Motherhood

A Cultural Dilemma

Nadjah ripped open her backpack last week and thrust a sheet of paper in my face. It was a permission slip from her school, requesting my signature to allow my student to participate/try out in the school’s first ever Cultural Talent show.

“Presentations must be no more than 5 minutes long and must represent a specific culture,” it read. “Students will be notified on September 23rd if they have been selected to perform in the talent show.”

I groaned inwardly. There are few things I dislike more than preparing for a show, despite the immense pride I generally feel when my baby is on stage knocking her lines out of the park.

“Can I do it, Mommy?” she pleaded.

“Yeah…I guess,” I conceded. But you don’t have a talent. I wanted to add.

She rattled off some ideas about what she would do; none of them good, and none of them representative of any CULTURE. Fortunately for her, her mom is a Ghanaian, so I would have a canned and ready solution to this performance dilemma.

Or at least I should have.

I sat staring blankly at my child for what appeared to be an eternity.

“Why are you starting at me, Mommy?” she asked, obviously puzzled by my confusion.

“Because I don’t know what you CAN do for this talent show!”

At that moment, a whole new world of realization flashed before me. I had brought up my children exclusively as Americans, and had in effect erased any working knowledge of my own culture. As a child of the Diaspora, I grew up in a household where Ghanaians congregated to eat jollof rice and drink beer, but that was truly the extent of my Ghanaian exposure. Even when we moved back to Accra, there was a prevailing thrust to raise all the children in my neighborhood (Labone) in a Western fashion. Kids my age didn’t do adowa for our talent contests; we mimed to Black Street or did the running man on stage.

So here I sit, twenty-something years later with my own brood in need of my cultural input, and I have none to provide. I sent my BFFFL, Nana Darkoa, a message over skype. She always has solutions.

“Sisi! What is your godchild going to do for her cultural talent show at school?” I typed frantically.

“Hmmm. Can she model?”

“Modeling is not cultural.”

“I’m trying to think back to my own school days. Maybe she can sign ‘kyekye kule’…Is that even a song kraa?”

“No! It’s a game!”

“Well, she could dance adowa,” Sisi offered.

“She could, except she can’t learn adowa in 5 days. Adowa has to be done properly, and I’ll need several percussionists.”

“What do we even do for culture as kids?” she asked.

“Ah. Adowa, agbadza, that’s it!”

After failing to come up with a song, a monologue or a dance for Nadjah to do, we came (or I came) to the conclusion that we sha. How can I explain ‘sha’ to my American Readers…Aha! We’re wack.

My sister lamely suggested that she play ampe.

“Really Adj? By herself? For five minutes? And what about our culture is that supposed to showcase?”

Again – wack.

I spent the next few days agonizing over what she could possibly do. I was so ashamed of myself. The closest I had brought my kids to my culture was FOKN Boyz, and I couldn’t very well have my 6 year old serenading the proverbial ‘good chef’s’ buttocks and breasts for her 6 and 7 year old classmates. On the other hand, you could grab any given 6 year old of Indian descent anywhere in the world, and he/she can probably bust out a few thought provoking lines from Gilgamesh or thrill an audience with some quick steps from Bollywood. I was certain of it. Of all cultures that have immigrated to the West, the Asians (including Southeast Asians) are those who are most inclined to hold on to and instruct their children in their cultural ways. Africans are the least likely. Is it because we are ashamed? Is it because we see little value in our culture, beyond eating  jollof rice, beer, and wearing the finest kente/kaba and slit to events centered around the eating of jollof and drinking beer?

I thought I alone in this assessment until two things happened: Nana promised to tweet her followers to ask for performance options suitable for a child. No one responded. I sent a message to a local Ghanaian women’s organization here in Atlanta with the same request. I got no response. This is evidence that either no one cares or no one KNOWS about suitable performances for and by children.

I guess I could take solace in the knowledge that Nadjah’s best friend – whose parents are from the Virgin Islands – will not be performing this year either.

“Girl, I can’t put K in the talent contest. They’ll kick her outta school!” her mom ranted.

“That’s true. Y’all do tend to go naked in your parades….”

She cut me off.

“And we’ve raised the kids American! All they know is America – so that they can fit in.”

It should make me feel better, but it doesn’t. Somehow, I feel like I’ve cheated my kids and future generations to come.  I suddenly feel a need to take a page out of Gilgamesh and do as my Indian counterparts have done for years: i.e. instill stronger pride in my God-given culture to my children and not handicap them by forcing them to discover it on their own from someone else when they’re older. Certainly it’s worth learning now.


## Task to complete
Within the material below, filter for lines that hold the word "alpha".
****************
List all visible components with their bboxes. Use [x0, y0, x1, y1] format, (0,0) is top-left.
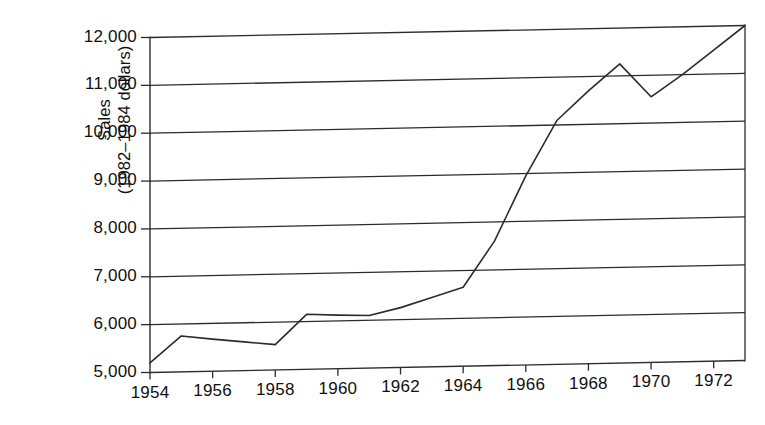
plot-area — [0, 0, 765, 425]
axis-lines — [150, 25, 745, 374]
gridlines — [150, 26, 745, 373]
chart-figure: Sales (1982–1984 dollars) 5,0006,0007,00… — [0, 0, 765, 425]
data-series-line — [150, 26, 745, 363]
y-axis-ticks — [141, 38, 150, 373]
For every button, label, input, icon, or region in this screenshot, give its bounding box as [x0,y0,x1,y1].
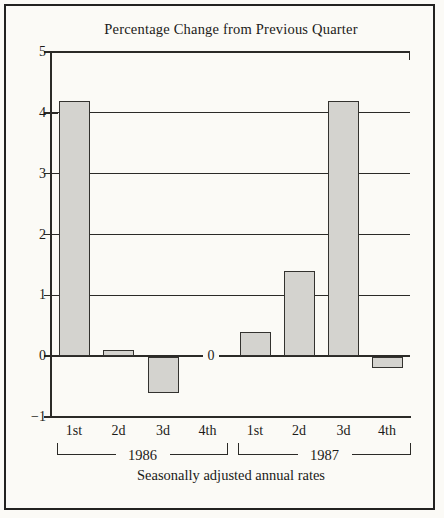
y-tick-label-2: 2 [12,226,46,244]
y-tick-2 [44,234,58,235]
year-bracket-left-tick-1987 [238,443,239,455]
x-label-1986-4th: 4th [186,423,230,439]
plot-area: 0543210−11st2d3d4th1st2d3d4th19861987 [0,0,444,518]
bar-1986-1st [59,101,90,357]
bar-1987-4th [372,357,403,368]
bar-1987-3d [328,101,359,357]
x-label-1986-3d: 3d [141,423,185,439]
zero-inline-label: 0 [202,347,220,365]
year-bracket-left-tick-1986 [57,443,58,455]
year-bracket-right-tick-1986 [227,443,228,455]
year-label-1987: 1987 [298,446,352,464]
year-label-1986: 1986 [116,446,170,464]
bar-1987-1st [240,332,271,356]
y-tick-4 [44,112,58,113]
bar-1986-3d [148,357,179,393]
x-label-1986-1st: 1st [52,423,96,439]
figure-page: Percentage Change from Previous Quarter … [0,0,444,518]
y-tick-label-5: 5 [12,43,46,61]
y-tick-label-−1: −1 [12,408,46,426]
y-tick-label-4: 4 [12,104,46,122]
bottom-axis-line [51,416,411,418]
chart-footnote: Seasonally adjusted annual rates [41,467,421,484]
year-bracket-right-tick-1987 [410,443,411,455]
top-right-tick [409,52,410,60]
y-tick-0 [44,355,58,356]
y-tick-label-1: 1 [12,286,46,304]
x-label-1987-4th: 4th [365,423,409,439]
bar-1986-2d [103,350,134,356]
y-tick-label-0: 0 [12,347,46,365]
x-label-1987-1st: 1st [233,423,277,439]
x-label-1986-2d: 2d [97,423,141,439]
x-label-1987-3d: 3d [322,423,366,439]
y-tick-3 [44,173,58,174]
y-tick-1 [44,295,58,296]
bar-1987-2d [284,271,315,356]
gridline-5 [51,51,410,52]
y-tick-−1 [44,416,58,417]
y-tick-5 [44,51,58,52]
y-tick-label-3: 3 [12,165,46,183]
x-label-1987-2d: 2d [277,423,321,439]
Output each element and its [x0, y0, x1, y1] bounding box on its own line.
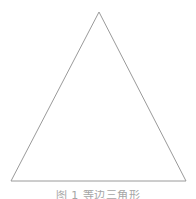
figure-container: 图 1 等边三角形	[0, 0, 196, 199]
triangle-figure-canvas	[0, 0, 196, 199]
triangle-shape	[11, 12, 186, 181]
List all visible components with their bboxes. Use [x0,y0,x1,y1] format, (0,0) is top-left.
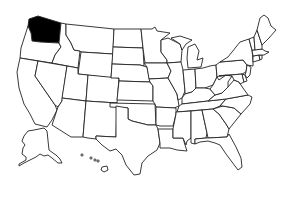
state-kansas[interactable] [117,81,153,101]
state-colorado[interactable] [86,75,119,103]
state-hawaii[interactable] [81,154,108,172]
state-washington[interactable] [28,16,61,43]
state-arkansas[interactable] [156,107,176,126]
state-alaska[interactable] [19,128,62,166]
state-south-dakota[interactable] [112,47,144,66]
us-map [0,0,289,202]
state-rhode-island[interactable] [259,55,262,60]
state-florida[interactable] [195,134,242,170]
state-north-dakota[interactable] [113,29,143,48]
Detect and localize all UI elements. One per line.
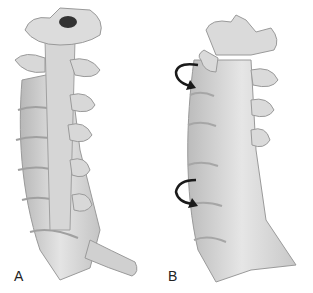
spinal-canal-opening bbox=[59, 16, 77, 28]
panel-label-b: B bbox=[168, 268, 177, 284]
spine-panel-b: B bbox=[156, 0, 313, 293]
spine-panel-a: A bbox=[0, 0, 156, 293]
spine-illustration-a bbox=[0, 0, 156, 293]
panel-label-a: A bbox=[14, 268, 23, 284]
spine-illustration-b bbox=[156, 0, 313, 293]
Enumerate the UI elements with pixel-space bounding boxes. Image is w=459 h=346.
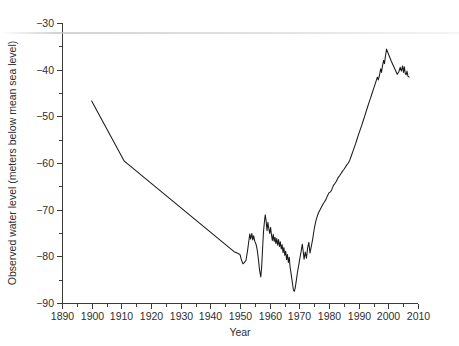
y-tick-label: −30	[36, 17, 54, 29]
y-tick-label: −50	[36, 110, 54, 122]
x-axis-title: Year	[229, 326, 251, 338]
x-tick-label: 1950	[229, 310, 253, 322]
y-axis-title: Observed water level (meters below mean …	[6, 41, 18, 286]
y-tick-label: −40	[36, 64, 54, 76]
chart-figure: −30−40−50−60−70−80−90 189019001910192019…	[0, 0, 459, 346]
x-tick-label: 1940	[199, 310, 223, 322]
x-tick-label: 1930	[170, 310, 194, 322]
data-series-group	[92, 49, 409, 291]
x-tick-label: 1960	[259, 310, 283, 322]
y-tick-label: −70	[36, 204, 54, 216]
x-tick-label: 1910	[110, 310, 134, 322]
x-tick-label: 2010	[407, 310, 431, 322]
water-level-line-chart: −30−40−50−60−70−80−90 189019001910192019…	[0, 0, 459, 346]
y-tick-label: −80	[36, 250, 54, 262]
x-tick-label: 1990	[348, 310, 372, 322]
x-tick-label: 1980	[318, 310, 342, 322]
x-tick-label: 2000	[377, 310, 401, 322]
y-tick-label: −60	[36, 157, 54, 169]
y-axis: −30−40−50−60−70−80−90	[36, 17, 62, 309]
x-tick-label: 1900	[81, 310, 105, 322]
x-tick-label: 1920	[140, 310, 164, 322]
series-line-observed-water-level	[92, 49, 409, 291]
x-tick-label: 1890	[51, 310, 75, 322]
y-tick-label: −90	[36, 297, 54, 309]
x-tick-label: 1970	[288, 310, 312, 322]
x-axis: 1890190019101920193019401950196019701980…	[51, 304, 431, 323]
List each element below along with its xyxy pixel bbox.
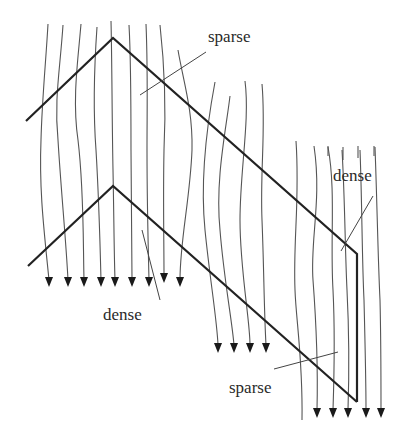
label-leaders [140,52,373,369]
arrow-down-icon [111,277,119,287]
arrow-down-icon [160,273,168,283]
flow-line [129,25,132,280]
arrow-down-icon [80,277,88,287]
arrow-down-icon [377,408,385,418]
arrow-down-icon [64,277,72,287]
label-sparse-top: sparse [208,27,250,46]
flow-lines [41,21,385,420]
arrow-down-icon [97,277,105,287]
flow-diagram: sparse dense dense sparse [0,0,399,445]
flow-line [328,147,334,410]
leader-line [142,230,160,300]
arrow-down-icon [128,277,136,287]
flow-line [160,25,165,276]
flow-line [342,150,349,410]
label-sparse-bottom: sparse [229,378,271,397]
flow-line [41,24,49,280]
flow-line [360,150,366,410]
leader-line [274,352,338,369]
flow-line [94,27,101,280]
flow-line [203,82,218,345]
flow-line [313,146,318,410]
flow-line [111,21,115,280]
arrow-down-icon [214,343,222,353]
flow-line [57,25,68,280]
flow-line [75,24,84,280]
shape-lower-edge [28,186,357,402]
arrow-down-icon [230,343,238,353]
arrow-down-icon [145,277,153,287]
arrow-down-icon [329,408,337,418]
arrow-down-icon [246,343,254,353]
arrow-down-icon [344,408,352,418]
flow-line [146,24,149,280]
leader-line [140,52,206,95]
flow-line [262,84,266,345]
arrow-down-icon [176,277,184,287]
leader-line [341,196,373,251]
label-dense-right: dense [333,166,372,185]
flow-line [295,141,302,420]
arrow-down-icon [262,343,270,353]
arrow-down-icon [362,408,370,418]
arrow-down-icon [313,408,321,418]
flow-line [375,147,381,410]
label-dense-bottom: dense [103,305,142,324]
arrow-down-icon [45,277,53,287]
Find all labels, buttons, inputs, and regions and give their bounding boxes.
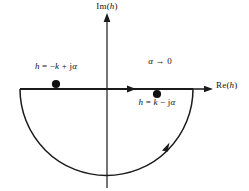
- alpha-limit-arrow-glyph: →: [156, 56, 165, 66]
- imaginary-axis-arrowhead-icon: [104, 13, 111, 22]
- contour-diagram-canvas: [0, 0, 249, 191]
- complex-plane-contour-figure: Im(h) Re(h) h = −k + jα h = k − jα α → 0: [0, 0, 249, 191]
- pole-right-label: h = k − jα: [139, 98, 176, 107]
- pole-left-label-eq: =: [40, 61, 50, 71]
- pole-left-label-alpha: α: [72, 61, 77, 71]
- alpha-limit-annotation: α → 0: [148, 57, 172, 66]
- imaginary-axis-label: Im(h): [96, 2, 118, 11]
- pole-right-label-eq: =: [143, 97, 153, 107]
- pole-marker-left-icon: [52, 80, 60, 88]
- alpha-limit-value: 0: [167, 56, 172, 66]
- real-axis-label-close: ): [234, 80, 237, 90]
- pole-left-label: h = −k + jα: [35, 62, 77, 71]
- pole-left-label-op: +: [59, 61, 69, 71]
- real-axis-label: Re(h): [216, 81, 238, 90]
- imaginary-axis-label-func: Im: [96, 1, 106, 11]
- contour-chord-direction-arrowhead-icon: [127, 85, 136, 92]
- real-axis-arrowhead-icon: [204, 86, 213, 92]
- real-axis-label-func: Re: [216, 80, 226, 90]
- imaginary-axis-label-close: ): [115, 1, 118, 11]
- pole-right-label-alpha: α: [171, 97, 176, 107]
- pole-right-label-op: −: [158, 97, 168, 107]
****************
## Solution to the problem
- alpha-limit-arrow-glyph: →: [156, 56, 165, 66]
- pole-left-label-alpha: α: [72, 61, 77, 71]
- alpha-limit-annotation: α → 0: [148, 57, 172, 66]
- alpha-limit-value: 0: [167, 56, 172, 66]
- pole-right-label-alpha: α: [171, 97, 176, 107]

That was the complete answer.